§ Aim of the exercise: Give back exactly the lines of the material below, starting with the line with "In order to" and going on through the line with "The image size is (924, 587).".

START Available data

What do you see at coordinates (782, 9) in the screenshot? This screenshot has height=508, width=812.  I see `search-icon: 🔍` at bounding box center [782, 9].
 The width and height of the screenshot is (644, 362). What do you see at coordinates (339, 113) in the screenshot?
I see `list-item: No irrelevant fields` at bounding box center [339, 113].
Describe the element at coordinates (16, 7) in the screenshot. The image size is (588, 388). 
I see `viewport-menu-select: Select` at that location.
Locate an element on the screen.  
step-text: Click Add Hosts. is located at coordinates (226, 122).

END Available data
START Available data

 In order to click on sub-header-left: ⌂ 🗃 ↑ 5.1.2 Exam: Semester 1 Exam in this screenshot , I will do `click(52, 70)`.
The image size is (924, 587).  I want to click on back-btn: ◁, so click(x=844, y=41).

END Available data

§ Completed task:
 In order to click on sub-header-left: ⌂ 🗃 ↑ 5.1.2 Exam: Semester 1 Exam in this screenshot , I will do `click(52, 70)`.
The image size is (924, 587).  I want to click on back-btn: ◁, so click(x=844, y=41).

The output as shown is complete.